Hepatitis C virus surface proteins and how they shape immune responses

Antigenic structures of HCV envelope glycoproteins (Env)

NIH-funded research Scripps Research Institute, the · NIH-11332405

Researchers are mapping the detailed shapes of hepatitis C virus surface proteins to help guide vaccine design for people at risk of or living with HCV.

Quick facts

Grant typeP01 program project
Study typeNIH-funded research
Funding institutionScripps Research Institute, the NIH-funded
Lab location1 site (La Jolla, United States)
Project IDNIH-11332405 on NIH RePORTER

What this research studies

This project will determine high-resolution, atomic-level structures of the HCV envelope proteins E1 and E2 and their combined E1E2 complex using X-ray crystallography and electron microscopy.

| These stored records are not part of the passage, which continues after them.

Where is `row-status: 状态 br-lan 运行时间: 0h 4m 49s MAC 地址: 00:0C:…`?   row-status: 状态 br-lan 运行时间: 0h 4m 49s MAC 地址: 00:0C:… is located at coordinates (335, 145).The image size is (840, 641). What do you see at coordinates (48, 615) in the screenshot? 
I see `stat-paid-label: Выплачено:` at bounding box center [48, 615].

The team will also map the antibody binding sites (antigenic landscape) and solve the structure of E2 bound to the human receptor CD81. Engineered vaccine antigens based on these structures will be produced to inform vaccine design in a linked project. All work is done in the laboratory to provide the structural blueprint needed for future vaccine and antibody efforts.

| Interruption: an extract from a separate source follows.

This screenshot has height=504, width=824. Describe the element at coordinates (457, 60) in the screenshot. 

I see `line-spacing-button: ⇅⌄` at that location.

Who could benefit from this research

Good fit: People living with hepatitis C or those at high risk of HCV exposure would be the primary beneficiaries and potential future trial candidates.

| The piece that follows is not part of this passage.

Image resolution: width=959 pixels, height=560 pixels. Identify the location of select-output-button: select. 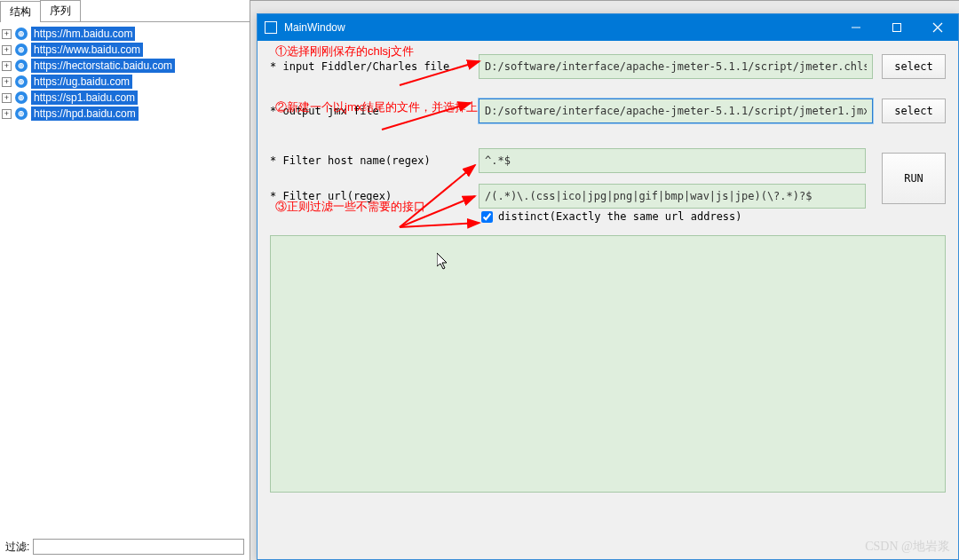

Not a fit: Patients needing immediate treatment or those with conditions unrelated to hepatitis C are unlikely to gain direct, short-term benefits from this lab-focused research.

Why it matters

Potential benefit: If successful, this work could enable rationally designed vaccines that prevent HCV infection and reduce long-term liver disease and cancer.

How similar studies have performed: Structure-based vaccine design has succeeded for other viruses and some HCV envelope structures exist, but a complete E1E2 structure and an effective HCV vaccine have not yet been achieved.

Where this research is happening

La Jolla, United States

Researchers

About this research

  1. This is an active NIH-funded research project — typically early-stage science, not a clinical trial accepting patient enrollment.
  2. Some NIH-funded labs run parallel clinical studies or seek volunteers for related work. To check, contact the principal investigator or institution listed above.
  3. For full project details, budget, and progress reports, visit the official NIH RePORTER page below.
Last reviewed 2026-06-13 by the Find a Trial editorial team. Information on this page is for educational purposes and is not medical advice. Always consult qualified healthcare professionals about clinical trial participation.